[Patches] introducing math.rint

Tim Peters tim_one@email.msn.com
Sat, 13 May 2000 22:38:21 -0400


[Guido]
> Peter clearly wants to use rint().  It exists on his platform.  Why
> should we deny it to him?  (I added a note to the documentation that
> it's not available on all platforms.)

The argument against is that it makes writing portable code that much
harder; portability in this sense is something a math module user never has
to worry about today.  "Slippery slope" applies here too:  there are dozens
and dozens of platform-specific functions that could just as well be added
to the math module.   For example, I *definitely* want to use _chgsign,
_controlfp, _copysign, _finite, _fpclass, _isnan and _nextafter, most of
which are recommend by 754 too and all of which are supported directly on
*my* platform (that's Windows, today <wink>).  Should Python grow all of
those too?  If yes to rint, why no to any other random platform function?

> Also, how hard would it be to provide a reasonable approximation on
> platforms that don't have it?

I've already posted (Python) code to do that to c.l.py, where Peter started
a rint thread.  Fredrik has too.  Unfortunately, I know of no way to write
/F's clever code in C that will generate correct code under all common
compilers ("extended precision" will kill it on Intel chips, and overly
aggressive optimization on others).

> Assuming the default rounding settings, it seems to round to the
> nearest integer where if you're exactly halfway it rounds to the
> nearest *even* integer.  I know we can't know the actual IEEE754
> rounding mode, but as Python does not provide access to it, it's
> likely that it's the default mode, right?

Extremely likely.  It's easy to figure out regardless (just add a few things
and look at the result), but, meaning no offense to Peter, he doesn't appear
to be aware of any of the subtleties actually embodied by his platform rint.
If you force nearest/even, it does not match the platform rint.  If you
don't force it, it's harder to write, and makes less sense in *Python*
because Python provides no means to set rounding mode.  The rint I
implemented at KSR supported an optional second argument, to specify which
of the six behaviors you wanted (i.e., to minus infinity, to plus infinity,
to zero, to nearest/even, the non-754 "add a half and chop", or follow the
current 754 rounding-mode setting); but this was easy to implement there
because the *hardware* supported all six directly!

BTW, I'm having a hard time understanding why you're eager to jump into
brand new pits when 1.6 is already behind schedule <wink/frown>.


The answer must be an exact transcription of the lines below from the first through the one containing "The image size is (445, 208).", with the pictures left out; please add nothing else.

::::::::

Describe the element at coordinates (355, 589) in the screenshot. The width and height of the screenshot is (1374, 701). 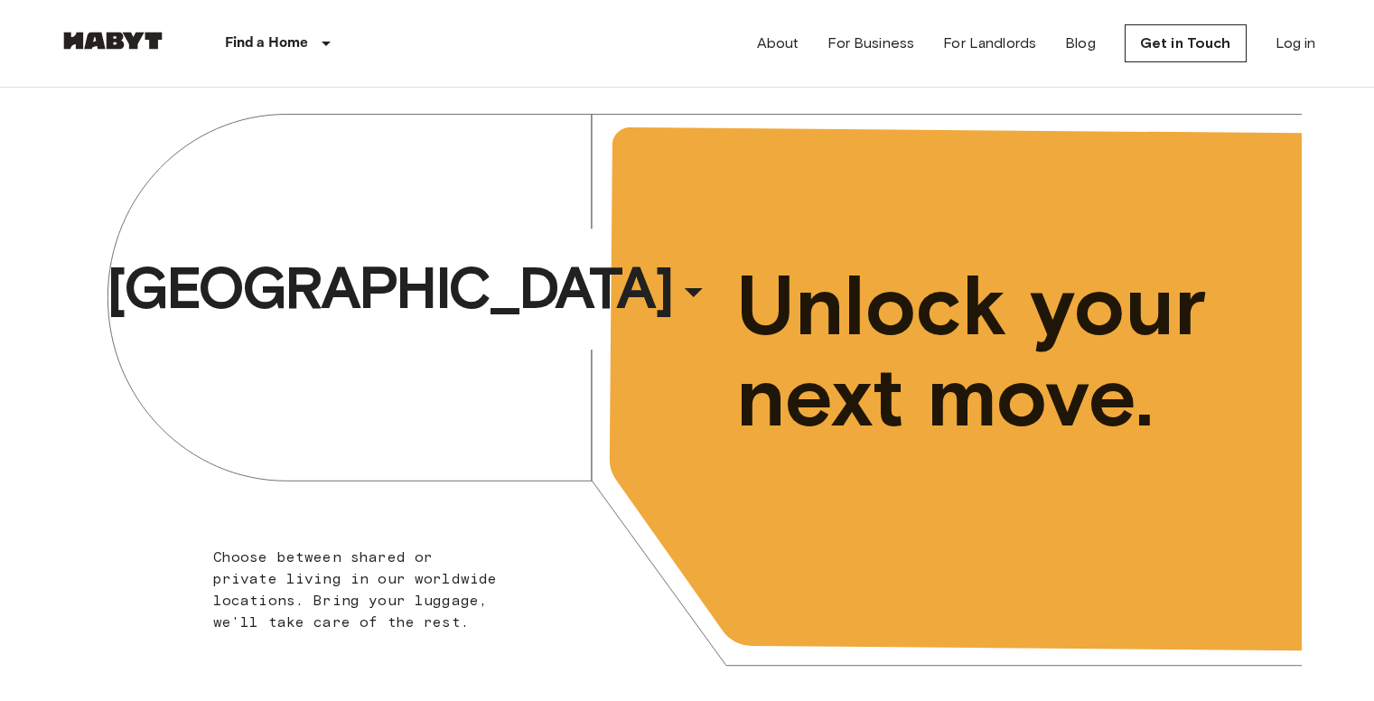
I see `span: Choose between shared or private living in our worldwide locations. Bring your luggage, we'll tak...` at that location.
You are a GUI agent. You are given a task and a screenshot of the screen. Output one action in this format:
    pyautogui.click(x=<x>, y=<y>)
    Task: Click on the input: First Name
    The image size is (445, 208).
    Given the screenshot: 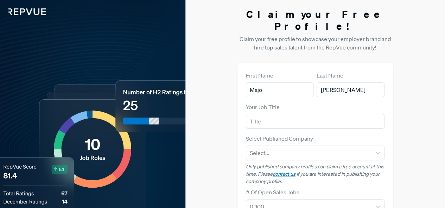 What is the action you would take?
    pyautogui.click(x=280, y=90)
    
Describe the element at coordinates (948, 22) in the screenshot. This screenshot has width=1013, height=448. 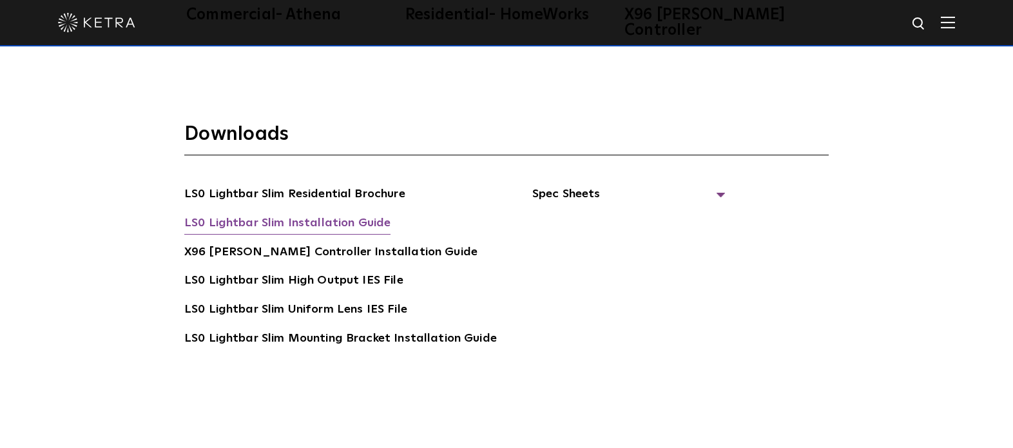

::::::::

| EXERCISE OUTPUT |
Describe the element at coordinates (355, 589) in the screenshot. The width and height of the screenshot is (1374, 701). 
I see `span: Choose between shared or private living in our worldwide locations. Bring your luggage, we'll tak...` at that location.
You are a GUI agent. You are given a task and a screenshot of the screen. Output one action in this format:
    pyautogui.click(x=<x>, y=<y>)
    Task: Click on the input: First Name
    The image size is (445, 208).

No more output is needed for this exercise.